Enjoying the Writing Process at the Next Stage

Still taking the same writing advice but wanting to build muscle in my own writing, I took the next step. I based three-fourths of Shell Game on The Maltese Falcon and a fourth on the adventure movie Tintin. I thought that by mixing two plots, there would be less grimacing.

It went well enough. However, Sam Spade and Evan Gold are in very different places.  One is a hard-boiled detective in pre-Depression San Francisco, and the other is a soft-boiled detective in pre-Kennedy assassination Kansas.  One was a love-em-and-leave-em sort, and the other was married and trying to keep the relationship together. 

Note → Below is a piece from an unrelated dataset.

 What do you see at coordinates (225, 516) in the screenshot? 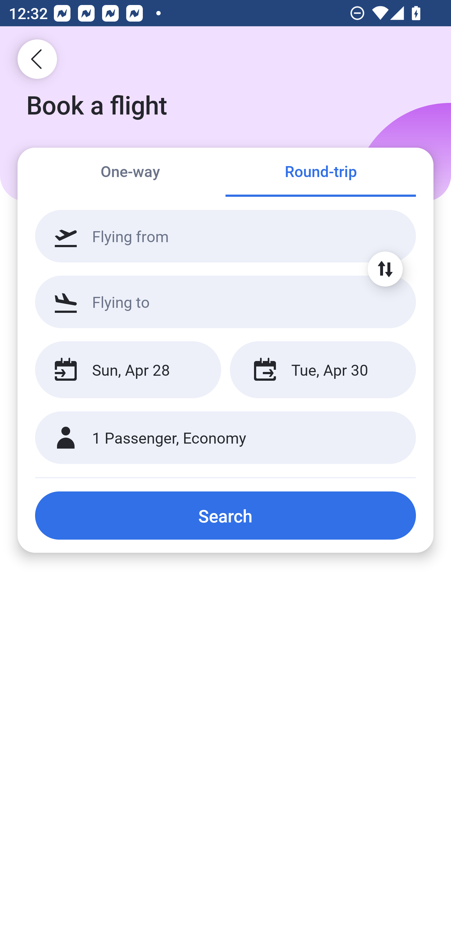
I see `Search` at bounding box center [225, 516].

When the first draft was done, and I read it to my wife, she was bothered by Evan’s moral blurriness.  I blew off her feelings as “she doesn’t read these kinds of books.  It’ll be fine.  It worked for Dashiell Hammett; it’ll work for me.  Then I got other feedback from friends who said they hated Evan for reasons similar to my wife’s.  So, it was back to the drawing board. This setback pushed the release of Shell Game back by a year.  It wasn’t a total rewrite from scratch but felt like it.  

I chose Falcon as a spine because the falcon statue turned out to be a fake, a detail I wanted to keep (I didn’t). I chose Tintin because it is a story with an object of desire that keeps growing in complexity throughout the story.  So, I wanted to keep those aspects, but I needed to change Evan’s character quite a bit.

Long Story Longer

Once Shell Game was finished and released, I realized I was at the proverbial bridge that needed to be crossed.  Enjoying the writing process was waning further as I needed to shed my “shoot from the hip” mentality and deal with the corner I’d painted myself into. I’d kicked specific details from Showdown down the road to Shell Game and kicked them further into Book Three. 

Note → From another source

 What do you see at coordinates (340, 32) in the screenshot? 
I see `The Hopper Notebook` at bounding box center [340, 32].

Two blaring questions stood out in my mind:

  • Is the pearl/Lillian symbolic of something else or a distinct character?   
  • Or, since I am a Christian author/pastor, shouldn’t there be something in the series that points to something about Jesus?  (Isn’t every Christian “fantasy” author supposed to do their version of Narnia and thinly veil Christian themes in a new fictional world?)

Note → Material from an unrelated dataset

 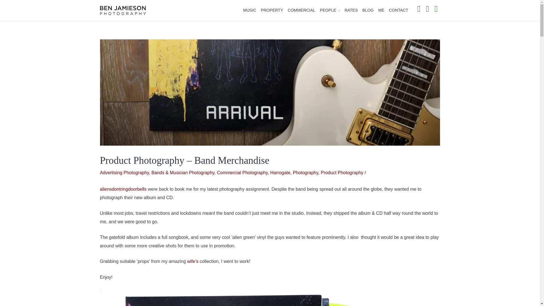 I want to click on Contact Ben Jamieson Photography, so click(x=398, y=10).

While all of this built to a head, I was getting tired and frustrated that I couldn’t write at the speed I’d anticipated.  The kids were getting older, my job was getting more complex, and the ideas weren’t coming as quickly.  Then I read a verse in Ecclesiastes that states,

“So I saw that there is nothing better than that a man should rejoice in his work, for that is his lot. Who can bring him to see what will be after him?” 

Ecclesiastes 3:22

By this verse, the Lord showed me that the joy is not in finishing the book but in the work of making the book.  The pleasure is not seeing it on Amazon but learning how to tell a story.

So, for the last, I don’t even know at this point, months, I’ve been working on “enjoying the writing process.”  Here is the problem: I don’t like the process. I like arrival. I like the end. But not wanting to take the Bible lightly, I’ve been chipping away slowly. As of this writing, I just rounded the base into the outlines of Act Three of the third story.

Enjoying the Writing Process With Me

I would like to bring you into my writing process.  Some of what I enjoyed about Chapter by Chapter was how the material was made after the chapter was read.  This will be like that but more in real-time for those who want to go on the journey with me.

In another section of the blog, I’ll post where things are with the plots and other materials I’m working with.  You’ll get to read the ugly first drafts and let me know what’s working (or not).

There are many other stories I want to tell, but I need to work through this process first. I need to finish what I started, and I need to grow in craftsmanship more than in cranking out more noise.

I invite you further into my world enjoying the writing process together.